- incorporating EIMBECKHAUSEN: 31848 Lower Saxony (Niedersachsen) (Gerz, Peters).
DISTRICT: Hameln-Pyrmont.
I. BAD MÜNDER.
LOCATION OF CEMETERY: off the Deisterallee - Am Mönjesode.
IN USE: From 1826 until 1937.
NUMBER OF GRAVESTONES:
- 28 with evidence of considerable vandalism. Most recent datable gravestone 1917.
DOCUMENTATION:
- 1989/1990 photographs of all gravestones with translation of all gravestone inscriptions by Landesverband/Zentralarchiv.
- 1991 photographs and 1997 copies of gravestone inscriptions by Bernard Gelderblom.
- 1997 copies of all gravestone inscriptions by Professor Schaller.
PUBLICATIONS:
- History by Krinke 1977, page 39.
- History by Weserbergland 2003.
- History by Bernard Gelderblom.
NOTES:
- This cemetery was laid waste on 9 November 1938 (Kristallnacht). It was closed in 1939 and all subsequent burials took place in Lauenau. The cemetery was sold to a private buyer in 1941 and is, since 1960, owned by the Association of Jewish Communities in Lower Saxony. It was refurbished in 1961 (Gelderblom).
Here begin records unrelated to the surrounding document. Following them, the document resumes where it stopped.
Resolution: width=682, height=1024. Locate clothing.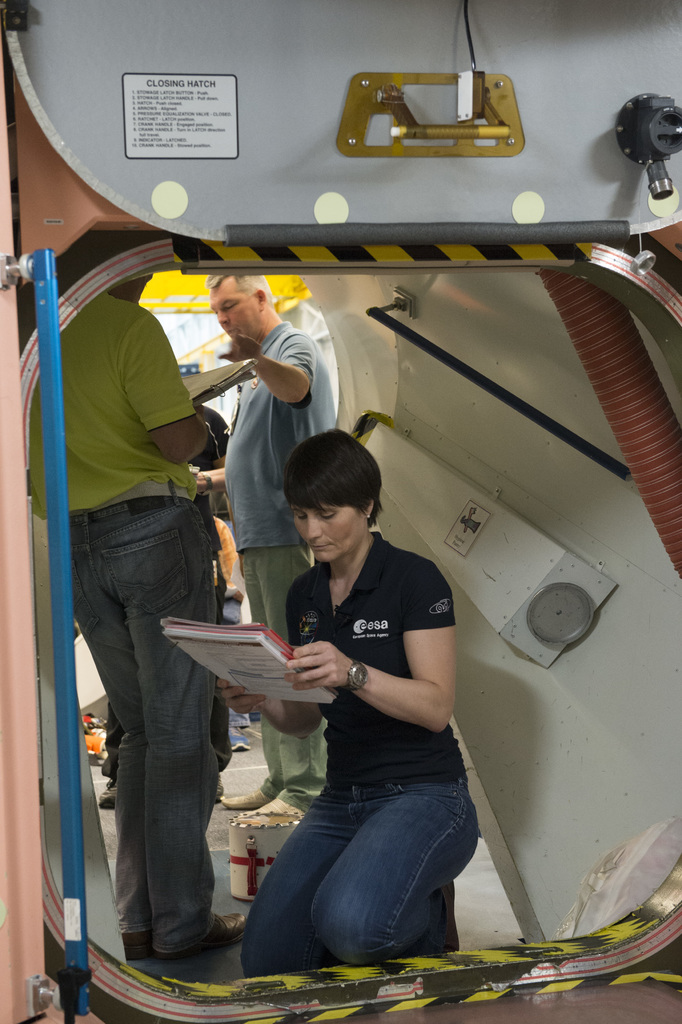
54:209:249:966.
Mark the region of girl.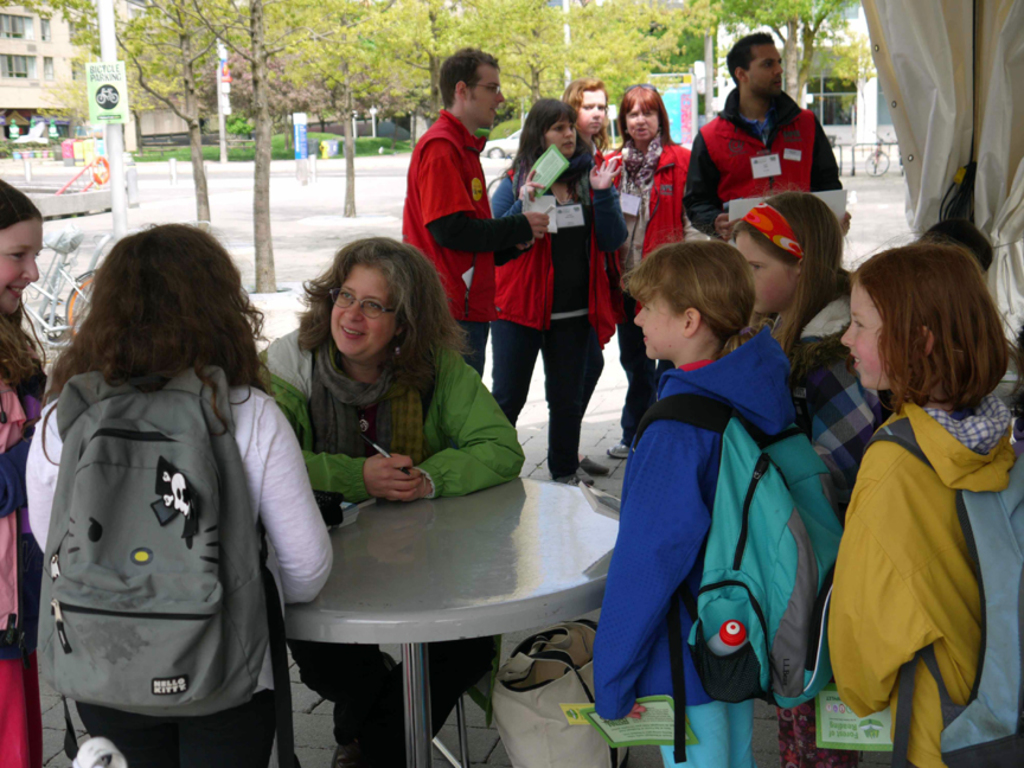
Region: box=[591, 237, 800, 767].
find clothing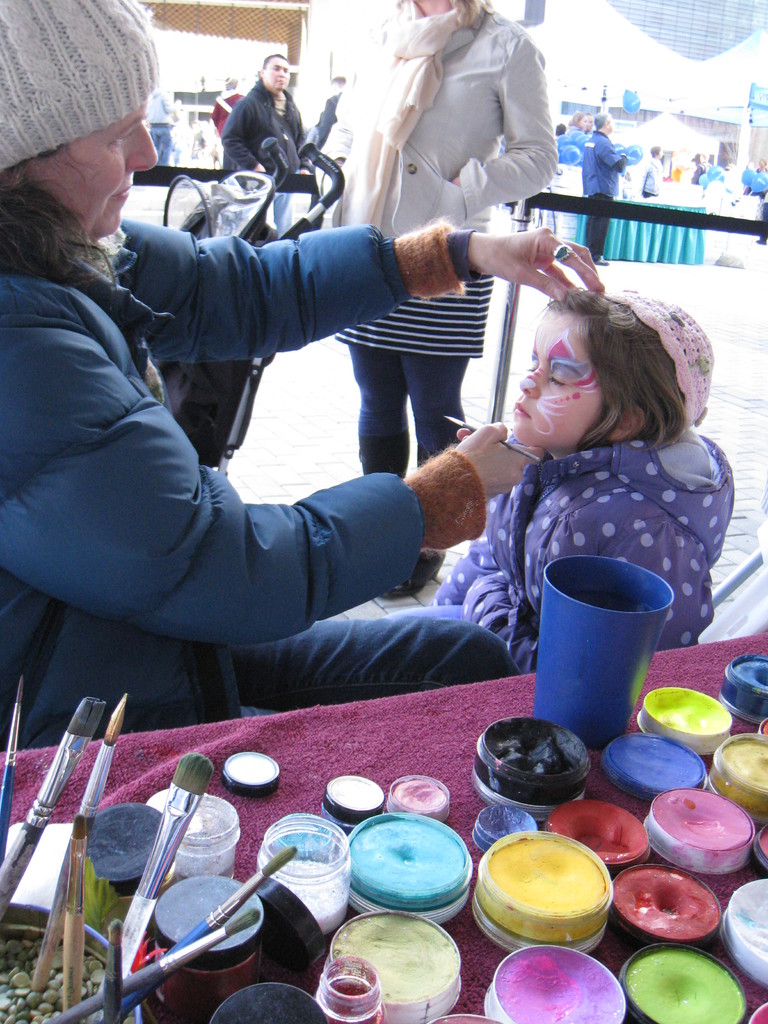
[588,127,627,260]
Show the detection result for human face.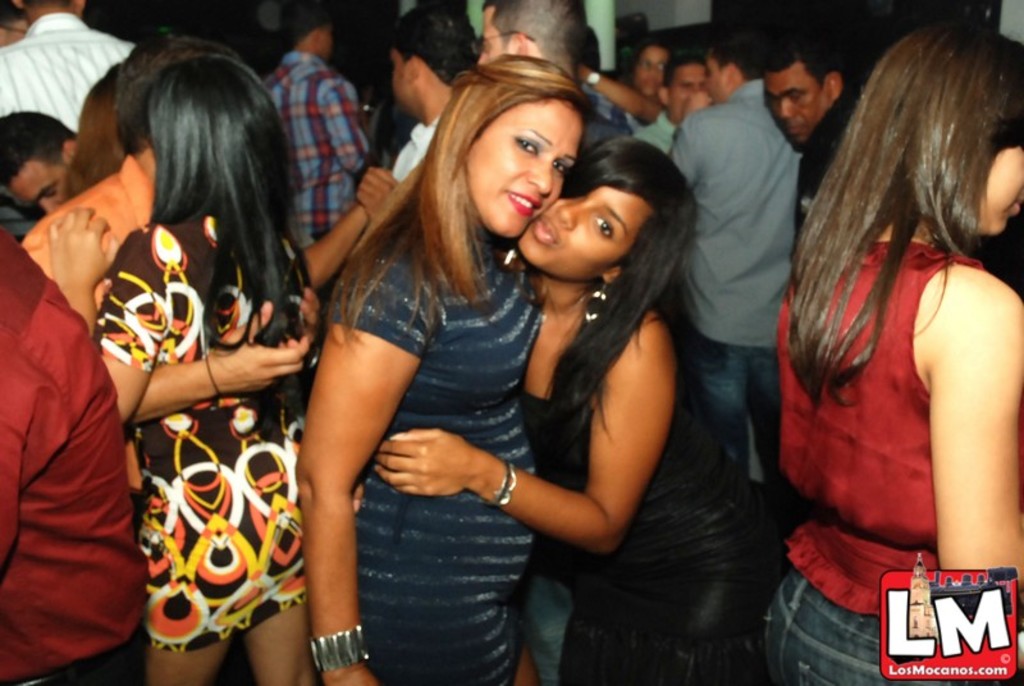
512,165,652,280.
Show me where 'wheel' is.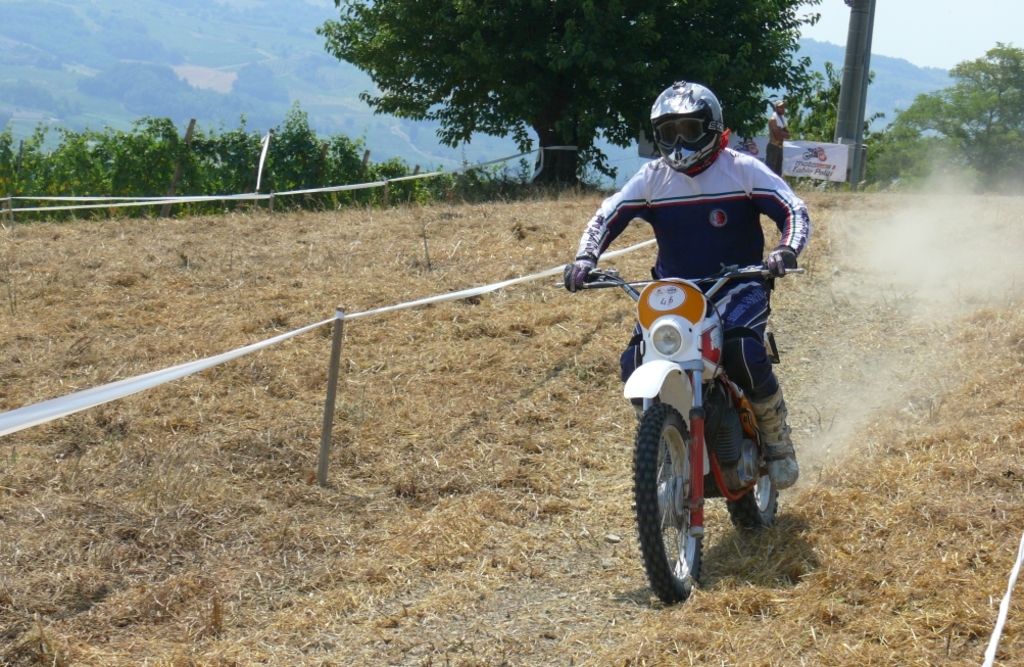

SOURCE: University of Heidelberg and Historisches Handbuch, pages 1082-1086 (DNB).
II. EIMBECKHAUSEN.
LOCATION OF CEMETERY:
- Judenbrink far outside town, north-easterly direction towards Lauenau. No longer recognisable as a cemetery.
IN USE: last burial 1865.
NUMBER OF GRAVESTONES: None.
PUBLICATIONS:
- History by Weserbergland 2003.
- History by Bernard Gelderblom.
NOTES:
- From 1865 onwards the Jewish community of Eimbeckhausen used the cemetery in Lauenau for burials.
- This cemetery was closed in 1938 and levelled in 1941 by order of the Nazi head of the provincial government. After a dispute about the ownership of the ground, it was registered in 1942 in the name of the local Eimbeckhausen authority. The Association of Jewish Communities in Lower Saxony has been negotiating for restitution of the cemetery ground since 2003. However, in spite of intensive negotiations during 2006 and 2007, restitution was finally refused by the Eimbeckhausen authority on the grounds that this area had never been a cemetery and that no burials had ever taken place there (Source: Bernard Gelderblom).
SOURCE: University of Heidelberg
(Researched and translated from German March 2009).